Italy firm to post 'Last Supper' image on Internet
A high-resolution image of Da Vinci's "Last Supper" will soon be posted on the Internet by an Italian technology firm, allowing art lovers and conspiracy theorists alike to scrutinise it from their own computers.
The digital imaging firm, called HAL9000 after the killer computer in Stanley Kubrick's film "2001: A Space Odyssey", will post the 16-17 giga pixel image on its Web site (www.haltadefinizione.com) on Saturday.
Located in a former monks' dining hall adjacent to a church in Milan, the 500-year-old mural by Leonardo Da Vinci depicts Jesus Christ when he predicts that one of his apostles will betray him.
Since the publication of the phenomenally successful novel, "The Da Vinci Code", theories have abounded about the true meaning of the mural, known in Italian as "Cenacolo".
In the novel, Dan Brown writes that Jesus Christ married his follower, Mary Magdelene, and fathered a child.
Others have since elaborated on the controversial idea.
The latest was put forward last summer by Slavisa Pesci, an information technologist and amateur scholar, leading to Web sites linked to the mural to crash.
Pesci said the superimposition of the mural with its mirror-image threw up another image containing a figure looking like a Templar knight and another holding a small baby.

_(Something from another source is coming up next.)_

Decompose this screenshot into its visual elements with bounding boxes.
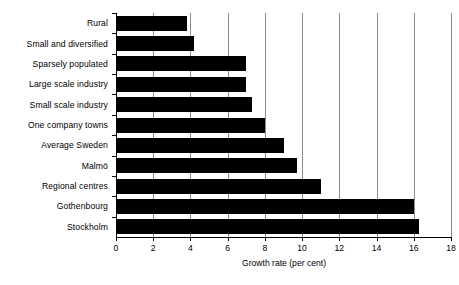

HAL9000 General Manager Vincenzo Mirarchi told Reuters on Thursday the reason behind the firm's decision to post the image on its Web site was to provide an innovative way to appreciate art rather than encourage speculation about its meaning.
"This will make it easier for people to see it," he said, referring to the difficulties of arranging a visit to the hall where the mural is located.
So many tourists visiting Milan want to see it that they often have to make reservations at least a month in advance. The posting of the "Last Supper" on the site, a project that has received technical support from Italian publisher De Agostini, will likely bring more hits to the firm's Web site than other images posted in the past, said Mirarchi.
"We could have a few million visitors," he said.
Among the other images is a fresco painted by Andrea Pozzo in 1685-1694 at the Sant'Ignazio di Loyola Church in Rome.